Of all three, this is arguably the most difficult to achieve, but luckily there are some tools out there that make this easier than ever.

  1. Flipgrid: An online video discussion for students. At the most basic level, the teacher can pose a question and students can reply via video to the question and also to one another. Students absolutely love it, and the full version of Flipgrid is 100 percent free for teachers. In my opinion, it has been the MVP of virtual learning! It’s teacher to student and student to student all in one! It’s great for in person classes as well. If you have teachers that haven’t explored Flipgrid with their in person or virtual classes, this should be the first tool you encourage them to explore!

Last March, we had a staff “teacher’s lounge Flipgrid,” for each building that our principals set up where teachers would just talk during quarantine. We had teachers telling jokes, sharing their wins, and even some teachers sharing progress learning an instrument. It was a great way to continue to build relationships and culture in a virtual environment. 

  1. Padlet: Padlet is a versatile tool that allows students to interact with one another. Imagine an online cork board where messages, photos, links, and even videos can be posted for the class to see. Padlet is a freemium tool, where you get limited access. The free version is incredibly nice, but teachers are limited to the number of Padlets they can have open at one time.

Utilizing classroom interactions as a lens to examine the effectiveness of our virtual instruction is powerful, and if you want to know more about it, I would recommend fellow Indiana educator’s book, The Perfect Blend where author Michele Eaton goes into much further detail on that and more. 

Speaking of more, right now, our teachers need more than high quality professional learning. I am in a unique position where I work closely with teachers implementing virtual learning, and I hear the good, the bad, and the ugly. I want to close this blog with one final thought, and I think it’s important for leaders to share with teachers.

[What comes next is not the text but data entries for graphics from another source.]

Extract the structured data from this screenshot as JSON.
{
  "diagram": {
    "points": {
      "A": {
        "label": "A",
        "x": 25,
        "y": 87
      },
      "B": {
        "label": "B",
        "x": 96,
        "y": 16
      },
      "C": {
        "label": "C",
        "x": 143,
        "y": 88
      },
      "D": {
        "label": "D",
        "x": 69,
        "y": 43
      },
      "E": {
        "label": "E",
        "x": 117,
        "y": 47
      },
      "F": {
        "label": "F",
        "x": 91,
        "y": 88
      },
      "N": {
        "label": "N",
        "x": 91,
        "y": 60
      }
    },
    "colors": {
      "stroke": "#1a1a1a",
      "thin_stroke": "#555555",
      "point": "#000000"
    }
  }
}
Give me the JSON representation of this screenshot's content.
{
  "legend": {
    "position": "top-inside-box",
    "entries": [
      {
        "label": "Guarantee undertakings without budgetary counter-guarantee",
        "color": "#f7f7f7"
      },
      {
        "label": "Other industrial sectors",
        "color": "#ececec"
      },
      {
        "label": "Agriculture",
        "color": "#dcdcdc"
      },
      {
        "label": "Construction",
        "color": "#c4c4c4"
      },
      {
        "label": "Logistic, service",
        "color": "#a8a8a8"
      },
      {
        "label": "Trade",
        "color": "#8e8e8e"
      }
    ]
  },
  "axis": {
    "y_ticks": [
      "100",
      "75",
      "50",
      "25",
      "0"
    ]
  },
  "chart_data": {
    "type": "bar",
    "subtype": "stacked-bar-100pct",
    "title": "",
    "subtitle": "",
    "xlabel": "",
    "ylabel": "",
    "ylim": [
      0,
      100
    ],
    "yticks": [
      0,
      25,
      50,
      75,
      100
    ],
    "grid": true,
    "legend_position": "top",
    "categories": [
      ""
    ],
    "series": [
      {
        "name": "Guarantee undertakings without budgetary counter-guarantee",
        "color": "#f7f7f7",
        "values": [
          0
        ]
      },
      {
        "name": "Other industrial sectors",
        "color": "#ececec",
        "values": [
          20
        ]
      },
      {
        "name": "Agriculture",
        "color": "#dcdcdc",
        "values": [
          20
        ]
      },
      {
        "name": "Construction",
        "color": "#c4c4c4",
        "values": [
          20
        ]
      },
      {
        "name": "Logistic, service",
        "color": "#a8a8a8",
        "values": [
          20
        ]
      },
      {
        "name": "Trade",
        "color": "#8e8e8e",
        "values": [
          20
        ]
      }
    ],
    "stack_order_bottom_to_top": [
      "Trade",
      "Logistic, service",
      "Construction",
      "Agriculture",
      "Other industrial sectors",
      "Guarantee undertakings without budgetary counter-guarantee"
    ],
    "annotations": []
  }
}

We are sailing through uncharted waters. In instances where teachers are trying to navigate teaching in person and virtual students at the same time, there are no best practices. You can find books and research on highly effective traditional teaching methods. You can find similar books on highly effective virtual teaching methods as well. There aren’t established best practices for doing both of these at the same time, and we know that we are going to try things that won’t work. Failure isn’t easy, but it is always a part of growth, especially when the path to success has not been forged before us. Perspective will matter more now than ever.  As you and your staff are experiencing stormy days and rough seas, look beyond those clouds and grasp the glimmer of light in the form of opportunity. When this storm passes and your choppy waves calm, you’ll have the most skillful sailors/teachers that you’ve ever led, and all of your students will benefit for years to come!